Charles P. Pierce: The most dangerous aspect of Idiot America is that it encourages us to abandon our birthright to be informed citizens of a self-governing republic. America cannot function on automatic pilot, and, too often, we don't notice that it has been until the damage has already been done.
Question: Is there a voice or leader of Idiot America?
Charles P. Pierce: The leaders of Idiot America are those people who abandoned their obligations to the above. There are lots of people making an awful lot of money selling their ideas and their wares to Idiot America. Idiot America is an act of collective will, a product of lassitude and sloth.
Question: What is the difference between stupidity and glorifying ignorance?
Charles P. Pierce: Stupidity is as stupidity does, to quote a uniquely stupid movie.
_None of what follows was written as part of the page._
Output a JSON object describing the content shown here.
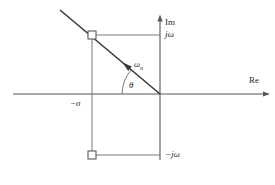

It has been with us always and always will be. But we moved into an era in which stupidity was celebrated if it managed to sell itself well, if it succeeded, if it made people money. That is “glorifying ignorance.” We moved into an era in which the reflexive instincts of the Gut were celebrated at the expense of reasoned, informed opinion. To this day, we have a political party—the Republicans—who, because it embraced a “movement of Conservatism” that celebrated anti-intellectualism is now incapable of conducting itself in any other way. That has profound political and cultural consequences, and the truly foul part about it was that so many people engaged in it knowing full well they were peddling poison.
emphasis added
What I'm writing about here is not news to anyone who frequents Daily Kos I'm sure. But it struck me that while we spend one day a year remembering the sacrifices of those who fell in War, it would be just as well to remind ourselves that Peace requires no less dedication, integrity, and effort if it is not to be lost. The catalyst for this diary came tonight when I ran across a piece by author James Grady which reminded me that what we have today has not always been thus. It's a tribute to a man whose example seems to come from some strange foreign land now. I'll excerpt the beginning here, and strongly recommend reading the entire thing.
Of all the chiseled stones standing silent watch over us in these uncivil and dangerous political times, this Memorial Day consider one modest white-marble slab on a green hillside at Arlington National Cemetery:
Michael Joseph Mansfield
PVT
U.S. Marine Corps
Mar 16 1903
Oct 5 2001
Private Mansfield fell not in battle like so many Americans, nor did he endure combat's scars. He lived to know his grandchildren and died at 98 in Walter Reed Army Medical Center. In these MySpace and "American Idol" days, he ordered that his headstone in Arlington disclose no more personal glory than that honor shared by millions of Americans in holding the lowest rank in the United States Marine Corps.
Not that he was America's ambassador to Japan.
Not that he was a United States senator from his beloved Montana.
Not that he was our longest serving majority leader of the Senate through unpopular wars, terrorism, battles for equality, American rivers catching on fire, filibusters and financial furies, mushroom cloud nightmares, clashes of church and state, guns and taxes, and the crimes of Watergate.
He preferred to be called Mike, worked as a mucker in the mines of Montana, a job that is as it sounds, and what's tragic this Memorial Day is how at the end of his life, he saw America's democracy that he'd fought to conduct in a civil and respectful fashion morph into sound-bite nastiness, TV-shouted slogans, Internet smears, and blind faith ideology tempered by gotcha & gimme narcissistic power grabs.